No. The defendant must apply for leave to defend. Under Order 37 Rule 3(5), leave is refused if the disclosed facts show no substantial defence, or if the defence is frivolous or vexatious. If part of the claim is admitted, leave may be conditional on depositing that amount.

Can I run a summary suit and a cheque-bounce case together?

Yes. The summary suit is a civil action for a money decree. A Section 138 case under the Negotiable Instruments Act 1881 is a criminal complaint to punish the drawer of a bounced cheque. They are separate remedies and can proceed at the same time.

Does a verbal loan to a friend qualify?

Not on its own. The debt must rest on writing. A signed loan agreement or a promissory note qualifies. A purely verbal promise, or a casual message saying “I will repay”, does not fit Order 37 Rule 1(2), though you may still sue through an ordinary suit.

What happens if the defendant ignores the summons?

If the defendant does not enter an appearance within 10 days, Order 37 Rule 2 says the allegations in your plaint are deemed admitted. You can then apply for judgment, and the court can pass a decree in your favour.

Which court do I file in?

A court with jurisdiction over the sum and the place, within the courts Order 37 covers, High Courts, City Civil Courts, Courts of Small Causes, and other courts the High Court notifies.
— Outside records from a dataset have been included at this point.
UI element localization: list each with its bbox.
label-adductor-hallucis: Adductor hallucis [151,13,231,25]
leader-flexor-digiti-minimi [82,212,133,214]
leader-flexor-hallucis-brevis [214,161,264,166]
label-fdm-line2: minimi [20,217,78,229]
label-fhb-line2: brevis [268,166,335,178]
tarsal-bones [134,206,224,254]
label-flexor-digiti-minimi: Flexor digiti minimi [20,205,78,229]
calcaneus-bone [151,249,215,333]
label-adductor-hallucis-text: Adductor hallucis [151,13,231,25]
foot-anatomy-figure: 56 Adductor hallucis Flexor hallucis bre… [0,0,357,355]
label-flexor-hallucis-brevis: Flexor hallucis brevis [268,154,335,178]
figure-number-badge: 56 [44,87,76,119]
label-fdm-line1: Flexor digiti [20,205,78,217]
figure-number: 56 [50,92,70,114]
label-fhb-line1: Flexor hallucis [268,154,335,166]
The right forum depends on the amount and your state's setup, so confirm with the local civil court.

What to do in the next 30 minutes

  • Pull out the original cheque, pronote, signed loan agreement or invoice and confirm it is in writing for a fixed sum.
  • Write down the exact amount owed and the date it fell due.
  • Draft a money-recovery demand with the AI drafting tool so your paper trail is clean before you file.
  • If a cheque bounced, check the bank return memo date, the Section 138 clock is separate and strict.
  • Book a slot with a civil lawyer to file the plaint with the Order XXXVII averment.

Sources

  • Code of Civil Procedure 1908, Order XXXVII Rule 1, Rule 2 and Rule 3, on the bare-act text of the First Schedule.
  • Santosh Kumar v. Bhai Mool Singh, AIR 1958 SC 321, on when leave to defend must be granted.
  • Negotiable Instruments Act 1881, Section 138, for the parallel cheque-bounce remedy.
  • For the full citizen workflow, see The RTI Playbook.